The CFA Bargaining Team continues to center a faculty rights first focus with our latest proposals to CSU management, pursuing career advancement opportunities and added years onto contingent faculty contracts.

At a February 26 session with CSU management, CFA submitted three proposals for our next Collective Bargaining Agreement (CBA): reclassification for “temporary” faculty, five-year contracts after nine years of employment, and a “foot in the door” opportunity when there are tenure-line openings.

“These three proposals really emphasize CFA’s commitment to expanding rights, respect, and justice in our CBA for our contingent faculty,” said Meghan O’Donnell, CFA Associate Vice President, Lecturers, North. “They seek to remedy, at least in part, the longstanding exploitation and precariousness that we have endured for too long in the CSU.”

The reclassification proposal creates clear pathways to move qualified contingent faculty to the tenure-track. The pathways include: an option for departments that reclassify an existing contingent faculty member in lieu of a national search, an option when a dedicated tenure-track line has not yet been created, and an option where qualified contingent faculty can self-nominate for reclassification.

“These changes are long overdue,” O’Donnell said.

The five-year contract proposal provides greater long-term stability and permanency in employment for thousands of contingent faculty (called “temporary” in the CBA and by all CSU management) in the form of expanded five-year appointments. Currently, temporary faculty go through six precarious years of review before getting a three-year appointment. CFA proposes that after the initial three-year appointment, upon satisfactory review, temporary faculty would then move into subsequent five-year appointments.

“I think a five-year contract is very important,” said Michele Barr, a kinesiology lecturer at CSU Fullerton and member of the CFA Bargaining Team. “It takes a long time to get to a three-year contract. Lecturers have to prove themselves for six years and then they get a three-year contract. But it really doesn’t give you a whole lot of job security. This proposal allows our colleagues who are long-time lecturers the security of a five-year contract. It puts us more on par with how things are done with our tenure-line colleagues.”

The “foot in the door” opportunity proposal is a way to honor our qualified lecturer, librarian, and counselor colleagues who are research active and/or aspiring to be research active. This proposal promotes greater equity in access to tenure-track jobs through a hiring interview. These faculty would be granted an interview in front of a committee to demonstrate how they are qualified and why they should be appointed to tenure track.These colleagues already dedicate themselves to fostering excellence in education in the CSU, as well as produce scholarship and meaningful research. The opportunity to interview for a tenure-track position affords the respect our colleagues deserve for their work and dedication to the CSU.

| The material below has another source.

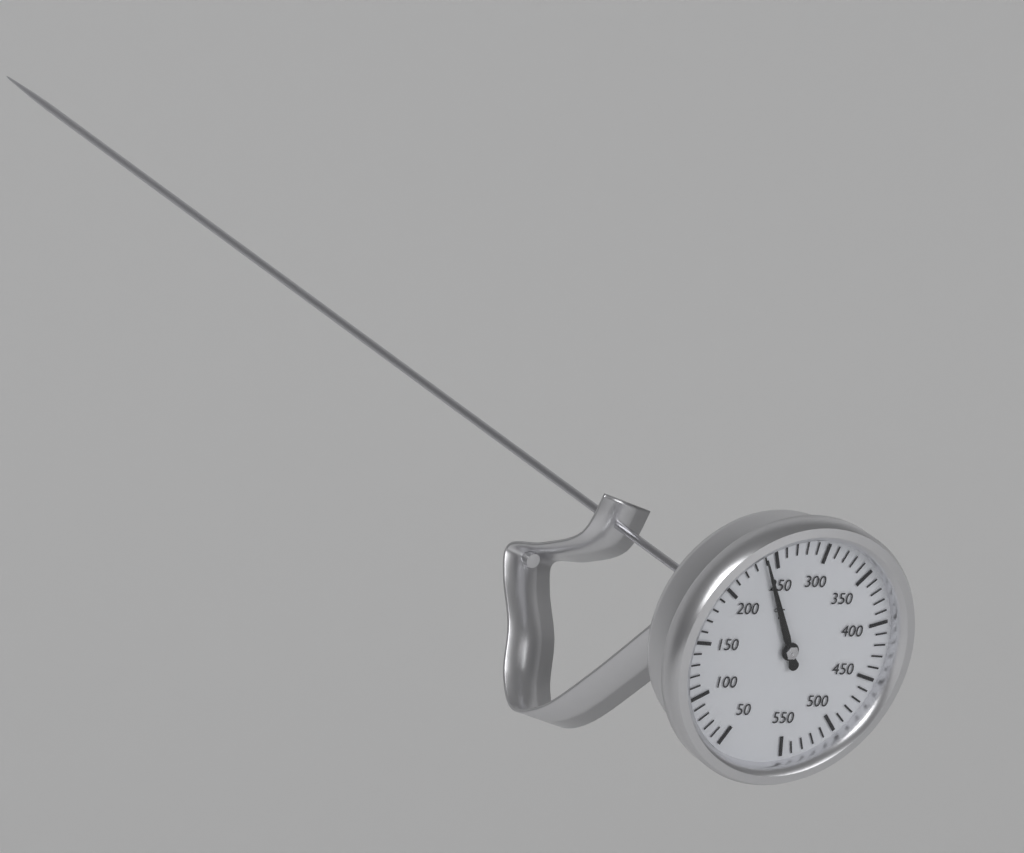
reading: 240 °F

The CSU had a proposal for the union – incorporating statutory rights (supported by an MOU and CFA arbitration award on the topic) into Article 6. The proposal also requires that campus information requests be routed through the Chancellor’s Office.  Despite our bargaining members coming to the table with forward-thinking, faculty rights-minded proposals, CSU management’s tone at the table remains consistently unchanged. They have no forward-looking ideas and continue to pursue a path toward degradation of our faculty rights.

CFA will continue to update members on bargaining-related negotiations and proposals. Visit CFAbargaining.org for negotiations updates, proposals from CFA and the CSU, and other resources.